HEREFORDSHIRE’S new transport strategy should look at reopening the historic Hereford-Ross-on-Wye-Gloucester railway to boost travel to the rest of the country, a local councillor has urged.
As county councillors debated the overarching Local Transport Plan for the county up to 2041, member for Ross West Louis Stark said it seemed “a missed opportunity not to look beyond the rail infrastructure that we have.”
Cllr Stark outlined his proposals in deatil as part of his monthly column in the Ross Gazette’s November 12 edition, in which he asked, ‘Could Ross-on-Wye connect to the railway network again?”
But rather than just improving services from Hereford to London via Birmingham, as proposed in the plan, “it would be more natural for a railway line to head south through Ross to Gloucester, which would also open up all of Bristol and the south”, Cllr Stark told the council.
“This is the sort of vision the plan should have. We should at least commit to feasibility study. The British Rail Transport Association already supports reviving the service, Cllr Stark said.
The Local Transport Plan sets out one rail-specific policy, which includes “a new railway station to the south of Hereford” – though this is not elaborated on – as well as “investigating feasibility of further new railway stations linked to new development across Herefordshire”.

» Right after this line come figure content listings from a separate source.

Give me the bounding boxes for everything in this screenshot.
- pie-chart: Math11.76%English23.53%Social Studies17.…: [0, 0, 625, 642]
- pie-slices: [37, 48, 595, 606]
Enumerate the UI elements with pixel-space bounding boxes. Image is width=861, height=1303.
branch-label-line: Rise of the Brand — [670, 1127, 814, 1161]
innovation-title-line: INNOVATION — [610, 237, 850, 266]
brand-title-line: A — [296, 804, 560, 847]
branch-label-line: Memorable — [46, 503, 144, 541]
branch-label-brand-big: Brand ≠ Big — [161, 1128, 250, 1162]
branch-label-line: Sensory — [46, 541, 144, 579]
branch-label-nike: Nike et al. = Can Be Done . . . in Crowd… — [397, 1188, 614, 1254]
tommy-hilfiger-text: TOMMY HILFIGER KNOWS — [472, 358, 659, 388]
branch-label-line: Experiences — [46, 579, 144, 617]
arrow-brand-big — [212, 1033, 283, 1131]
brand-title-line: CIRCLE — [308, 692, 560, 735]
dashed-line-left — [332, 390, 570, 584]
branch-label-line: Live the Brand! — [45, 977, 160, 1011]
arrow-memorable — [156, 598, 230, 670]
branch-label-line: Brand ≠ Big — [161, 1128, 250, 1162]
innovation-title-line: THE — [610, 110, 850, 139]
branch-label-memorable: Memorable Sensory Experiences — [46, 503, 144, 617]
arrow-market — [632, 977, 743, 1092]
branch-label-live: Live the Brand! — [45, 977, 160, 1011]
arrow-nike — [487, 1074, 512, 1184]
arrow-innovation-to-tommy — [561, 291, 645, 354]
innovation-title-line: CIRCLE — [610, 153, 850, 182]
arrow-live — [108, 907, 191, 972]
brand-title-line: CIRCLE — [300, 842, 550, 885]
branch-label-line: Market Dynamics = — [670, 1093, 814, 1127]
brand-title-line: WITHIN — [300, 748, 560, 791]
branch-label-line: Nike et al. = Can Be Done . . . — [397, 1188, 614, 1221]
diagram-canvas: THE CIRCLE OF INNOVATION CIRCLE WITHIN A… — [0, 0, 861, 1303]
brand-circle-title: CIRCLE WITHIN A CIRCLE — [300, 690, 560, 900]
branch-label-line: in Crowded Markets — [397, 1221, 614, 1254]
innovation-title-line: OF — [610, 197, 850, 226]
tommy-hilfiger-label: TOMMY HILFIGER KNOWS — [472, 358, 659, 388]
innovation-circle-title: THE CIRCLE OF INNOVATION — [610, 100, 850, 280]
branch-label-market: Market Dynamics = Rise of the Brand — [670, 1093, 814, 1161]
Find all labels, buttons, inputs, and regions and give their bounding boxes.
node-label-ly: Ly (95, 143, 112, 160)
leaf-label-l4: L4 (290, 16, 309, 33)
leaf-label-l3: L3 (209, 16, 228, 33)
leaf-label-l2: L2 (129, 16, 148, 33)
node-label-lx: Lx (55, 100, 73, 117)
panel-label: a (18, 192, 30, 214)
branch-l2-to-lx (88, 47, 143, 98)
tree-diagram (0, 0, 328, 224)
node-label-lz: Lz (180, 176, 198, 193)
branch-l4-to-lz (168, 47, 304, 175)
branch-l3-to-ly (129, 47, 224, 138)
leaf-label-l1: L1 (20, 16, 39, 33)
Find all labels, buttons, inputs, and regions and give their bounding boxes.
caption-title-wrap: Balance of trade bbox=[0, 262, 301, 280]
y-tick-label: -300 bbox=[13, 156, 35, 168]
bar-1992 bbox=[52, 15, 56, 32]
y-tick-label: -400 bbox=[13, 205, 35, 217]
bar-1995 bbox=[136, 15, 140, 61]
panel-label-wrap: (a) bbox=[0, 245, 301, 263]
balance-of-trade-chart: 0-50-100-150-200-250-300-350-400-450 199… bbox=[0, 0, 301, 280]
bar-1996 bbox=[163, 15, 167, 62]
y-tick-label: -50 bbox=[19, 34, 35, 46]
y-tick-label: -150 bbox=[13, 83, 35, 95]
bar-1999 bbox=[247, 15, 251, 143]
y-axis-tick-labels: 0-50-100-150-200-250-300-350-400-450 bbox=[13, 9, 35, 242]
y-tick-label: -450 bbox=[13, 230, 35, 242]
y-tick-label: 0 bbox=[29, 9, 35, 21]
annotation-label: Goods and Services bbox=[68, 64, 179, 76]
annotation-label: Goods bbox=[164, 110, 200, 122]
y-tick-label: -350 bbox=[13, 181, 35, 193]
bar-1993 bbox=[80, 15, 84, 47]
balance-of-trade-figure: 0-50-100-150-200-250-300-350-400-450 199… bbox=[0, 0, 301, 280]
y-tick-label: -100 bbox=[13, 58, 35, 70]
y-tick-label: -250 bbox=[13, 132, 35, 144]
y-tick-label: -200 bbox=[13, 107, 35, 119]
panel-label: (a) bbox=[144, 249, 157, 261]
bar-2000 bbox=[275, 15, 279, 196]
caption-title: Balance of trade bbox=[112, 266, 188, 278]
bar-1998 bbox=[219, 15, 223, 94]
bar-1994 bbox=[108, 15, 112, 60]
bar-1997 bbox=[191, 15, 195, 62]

It also wants rail use to more than double over the plan period.
Council leader Jonathan Lester said rail and freight strategies will now be developed to sit under the over-arching transport plan, now approved, leading to an integrated, multi-modal transport system for Herefordshire.
The Hereford-Ross-Gloucester rail service operated from 1855 until axed under the Beeching cuts in the mid-1960s.
None of the former railway station buildings in Ross remain as the area now forms part of the Ashburton industrial estate.